* _Description of the task_:
Each entry below has to be written out again exactly.

Records from a data collection:
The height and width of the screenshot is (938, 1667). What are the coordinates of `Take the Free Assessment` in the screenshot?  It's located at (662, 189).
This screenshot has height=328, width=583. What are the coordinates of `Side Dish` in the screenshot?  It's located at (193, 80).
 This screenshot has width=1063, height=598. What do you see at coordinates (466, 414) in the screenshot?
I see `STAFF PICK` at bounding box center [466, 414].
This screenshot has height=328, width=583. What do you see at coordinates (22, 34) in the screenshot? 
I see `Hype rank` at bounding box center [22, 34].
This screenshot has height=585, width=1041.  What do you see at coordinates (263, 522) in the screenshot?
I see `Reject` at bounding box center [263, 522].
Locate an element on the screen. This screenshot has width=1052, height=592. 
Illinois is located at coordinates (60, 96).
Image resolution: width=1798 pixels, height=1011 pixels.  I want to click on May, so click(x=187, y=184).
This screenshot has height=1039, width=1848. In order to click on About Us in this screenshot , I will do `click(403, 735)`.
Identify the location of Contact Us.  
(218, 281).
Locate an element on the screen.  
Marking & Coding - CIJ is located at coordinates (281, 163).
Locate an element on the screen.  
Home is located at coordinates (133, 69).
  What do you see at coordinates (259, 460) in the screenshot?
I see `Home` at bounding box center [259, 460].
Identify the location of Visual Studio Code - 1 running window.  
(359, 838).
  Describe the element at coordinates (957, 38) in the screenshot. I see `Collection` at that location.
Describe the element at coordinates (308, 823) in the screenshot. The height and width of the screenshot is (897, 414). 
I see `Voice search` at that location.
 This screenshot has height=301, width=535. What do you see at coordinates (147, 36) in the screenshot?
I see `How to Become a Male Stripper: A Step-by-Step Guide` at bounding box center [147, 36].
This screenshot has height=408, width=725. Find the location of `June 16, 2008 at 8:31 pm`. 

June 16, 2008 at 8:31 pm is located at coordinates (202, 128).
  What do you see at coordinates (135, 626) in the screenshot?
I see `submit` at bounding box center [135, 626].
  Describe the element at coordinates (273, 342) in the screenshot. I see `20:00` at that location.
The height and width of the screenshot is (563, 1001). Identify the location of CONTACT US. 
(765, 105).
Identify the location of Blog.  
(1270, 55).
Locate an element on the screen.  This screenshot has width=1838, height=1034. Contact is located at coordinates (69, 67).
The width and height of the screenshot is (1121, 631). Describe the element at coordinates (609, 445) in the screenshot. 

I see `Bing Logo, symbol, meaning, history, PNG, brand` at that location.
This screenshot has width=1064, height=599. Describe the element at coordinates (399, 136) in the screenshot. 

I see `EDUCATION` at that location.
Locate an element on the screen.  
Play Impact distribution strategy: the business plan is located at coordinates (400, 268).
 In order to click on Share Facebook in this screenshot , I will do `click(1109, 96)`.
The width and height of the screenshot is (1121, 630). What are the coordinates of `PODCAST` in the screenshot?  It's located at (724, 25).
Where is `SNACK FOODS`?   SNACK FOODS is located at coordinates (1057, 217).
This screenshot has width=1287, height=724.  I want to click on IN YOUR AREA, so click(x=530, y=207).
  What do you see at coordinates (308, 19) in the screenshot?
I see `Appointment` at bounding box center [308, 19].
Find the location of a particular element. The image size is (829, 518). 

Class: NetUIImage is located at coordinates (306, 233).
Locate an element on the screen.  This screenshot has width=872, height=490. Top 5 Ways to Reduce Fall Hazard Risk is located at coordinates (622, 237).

* _Your response_:
The height and width of the screenshot is (938, 1667). What are the coordinates of `Take the Free Assessment` in the screenshot?  It's located at (662, 189).
This screenshot has height=328, width=583. What are the coordinates of `Side Dish` in the screenshot?  It's located at (193, 80).
 This screenshot has width=1063, height=598. What do you see at coordinates (466, 414) in the screenshot?
I see `STAFF PICK` at bounding box center [466, 414].
This screenshot has height=328, width=583. What do you see at coordinates (22, 34) in the screenshot? 
I see `Hype rank` at bounding box center [22, 34].
This screenshot has height=585, width=1041.  What do you see at coordinates (263, 522) in the screenshot?
I see `Reject` at bounding box center [263, 522].
Locate an element on the screen. This screenshot has width=1052, height=592. 
Illinois is located at coordinates (60, 96).
Image resolution: width=1798 pixels, height=1011 pixels.  I want to click on May, so click(x=187, y=184).
This screenshot has height=1039, width=1848. In order to click on About Us in this screenshot , I will do `click(403, 735)`.
Identify the location of Contact Us.  
(218, 281).
Locate an element on the screen.  
Marking & Coding - CIJ is located at coordinates (281, 163).
Locate an element on the screen.  
Home is located at coordinates (133, 69).
  What do you see at coordinates (259, 460) in the screenshot?
I see `Home` at bounding box center [259, 460].
Identify the location of Visual Studio Code - 1 running window.  
(359, 838).
  Describe the element at coordinates (957, 38) in the screenshot. I see `Collection` at that location.
Describe the element at coordinates (308, 823) in the screenshot. The height and width of the screenshot is (897, 414). 
I see `Voice search` at that location.
 This screenshot has height=301, width=535. What do you see at coordinates (147, 36) in the screenshot?
I see `How to Become a Male Stripper: A Step-by-Step Guide` at bounding box center [147, 36].
This screenshot has height=408, width=725. Find the location of `June 16, 2008 at 8:31 pm`. 

June 16, 2008 at 8:31 pm is located at coordinates (202, 128).
  What do you see at coordinates (135, 626) in the screenshot?
I see `submit` at bounding box center [135, 626].
  Describe the element at coordinates (273, 342) in the screenshot. I see `20:00` at that location.
The height and width of the screenshot is (563, 1001). Identify the location of CONTACT US. 
(765, 105).
Identify the location of Blog.  
(1270, 55).
Locate an element on the screen.  This screenshot has width=1838, height=1034. Contact is located at coordinates (69, 67).
The width and height of the screenshot is (1121, 631). Describe the element at coordinates (609, 445) in the screenshot. 

I see `Bing Logo, symbol, meaning, history, PNG, brand` at that location.
This screenshot has width=1064, height=599. Describe the element at coordinates (399, 136) in the screenshot. 

I see `EDUCATION` at that location.
Locate an element on the screen.  
Play Impact distribution strategy: the business plan is located at coordinates (400, 268).
 In order to click on Share Facebook in this screenshot , I will do `click(1109, 96)`.
The width and height of the screenshot is (1121, 630). What are the coordinates of `PODCAST` in the screenshot?  It's located at (724, 25).
Where is `SNACK FOODS`?   SNACK FOODS is located at coordinates (1057, 217).
This screenshot has width=1287, height=724.  I want to click on IN YOUR AREA, so click(x=530, y=207).
  What do you see at coordinates (308, 19) in the screenshot?
I see `Appointment` at bounding box center [308, 19].
Find the location of a particular element. The image size is (829, 518). 

Class: NetUIImage is located at coordinates (306, 233).
Locate an element on the screen.  This screenshot has width=872, height=490. Top 5 Ways to Reduce Fall Hazard Risk is located at coordinates (622, 237).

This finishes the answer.